_Exercise_
Only the lines from the one containing "Identify the location of minimize-traffic-light." through the end of the material should be printed, exactly as they appear. Leave out pictures.

Segment Start: Input data

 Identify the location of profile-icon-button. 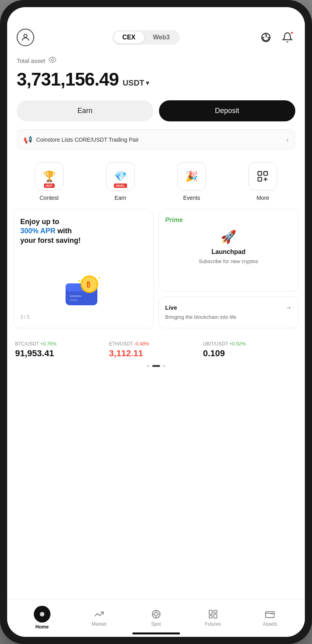
(25, 37).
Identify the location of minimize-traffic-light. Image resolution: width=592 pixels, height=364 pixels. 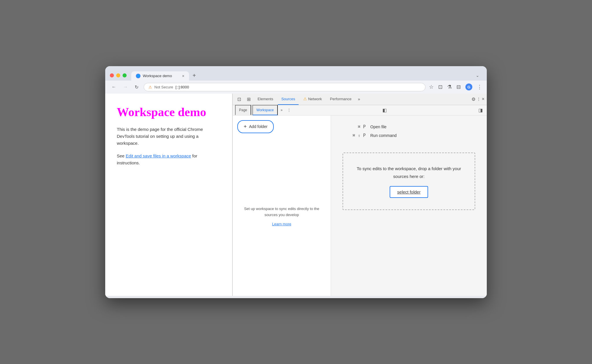
(118, 75).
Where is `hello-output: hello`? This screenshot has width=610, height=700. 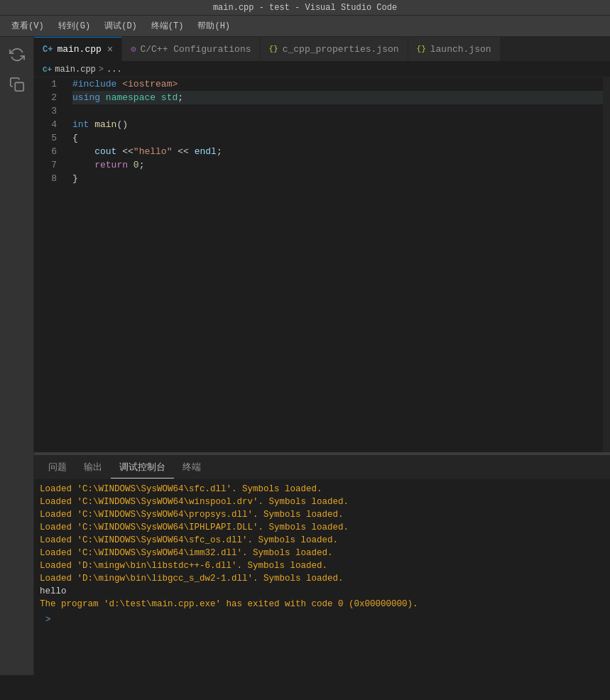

Segment End: Input data

_Exercise answer_
Identify the location of minimize-traffic-light. Image resolution: width=592 pixels, height=364 pixels. 
(118, 75).
Where is `hello-output: hello`? This screenshot has width=610, height=700. 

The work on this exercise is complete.